Xavier Project: Refugee Education in Kenya and Uganda
Education is the most neglected sector when it comes to humanitarian response on a global level. It is the most underfunded, yet continues to be one of the most important. The Xavier Project works to provide safe, educational opportunities to refugee children living in urban areas of Kenya and Uganda.
Founded in 2008 by an ambitious young university student in the United Kingdom, the Xavier Project first took off after a 400-person shindig raised 1,500 pounds to help support refugee education in Kenya and Uganda. Since then, the project continues to offer a sustained and individually tailored education program through financial sponsorship, outside support and mentoring.
The project sets its focus on three crucial areas: education, livelihood and media.
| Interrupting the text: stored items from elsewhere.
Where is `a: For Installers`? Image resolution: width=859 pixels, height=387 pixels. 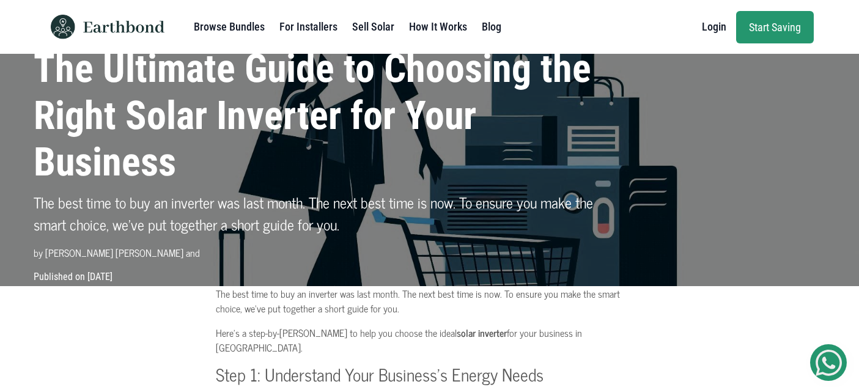 a: For Installers is located at coordinates (308, 27).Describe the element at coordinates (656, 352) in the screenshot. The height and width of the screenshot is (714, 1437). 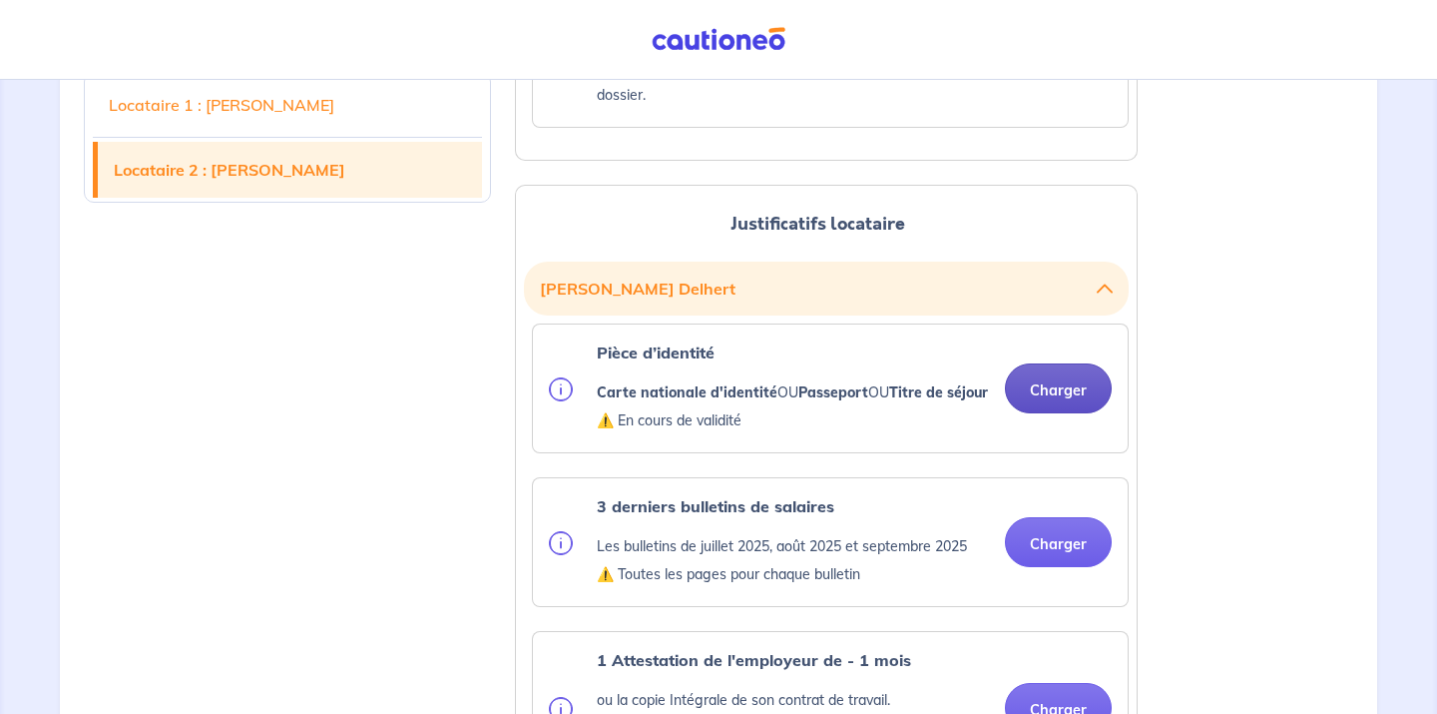
I see `strong: Pièce d’identité` at that location.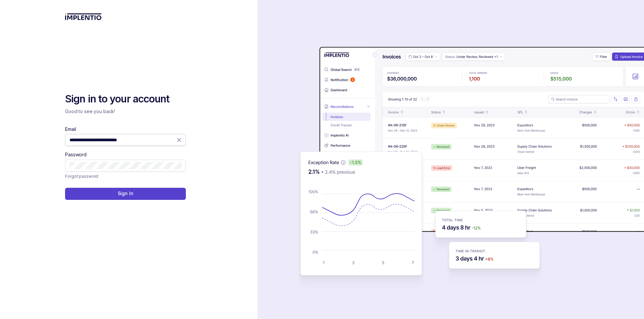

The education department of Xavier Project aims to increase access to a good formal education for refugee children in Kenya and Uganda. The “Tamuka department” aims to make vocational and life-long learning available to all refugees even in emergency situations.
The education department helps to increase access to education in Kenya and Uganda through sponsorship of refugee children. The sponsorship provides extra-curricular courses and camps, school visits with mobile libraries and teacher training programs, and runs activities to promote the education of refugee girls. Through access to libraries and mobile phone learning opportunities, the project provides refugees with ways of enhancing their learning from home and outside of school.
By paying school fees and through other support Xavier Project is giving 996 refugee children the opportunity to go to school. In Kenya, that is 65 in early childhood development, 592 primary school students and 159 secondary school students. In Uganda, that is 154 primary school students and 26 secondary school students.
Tamuka is the program designed to handle the media side of things within Xavier Project. It is the platform to give refugees an audible voice and let them speak out about the realities of their lives. Refugees are able to publish, learn from and interact with unbiased information anonymously and without necessarily having access to the internet.
The goal of Tamuka is that through an open media, refugees will be able to bring about social change in their host country or country of origin in a gradual and democratic way. Xavier Project wants refugees to be able to tell the rest of the world about their personal experiences. Voicing their stories could lead the international community to question processes and existing policies that they take for granted.
In 2015 Xavier Project’s consolidated income was 350,000 pounds of which 38 percent was unrestricted funding. Since 2008 Xavier Project’s income has increased by at least 50 percent every year. Their initiative to move the gauge forward when it comes to refugee education in Kenya and Uganda has been anything short of successful.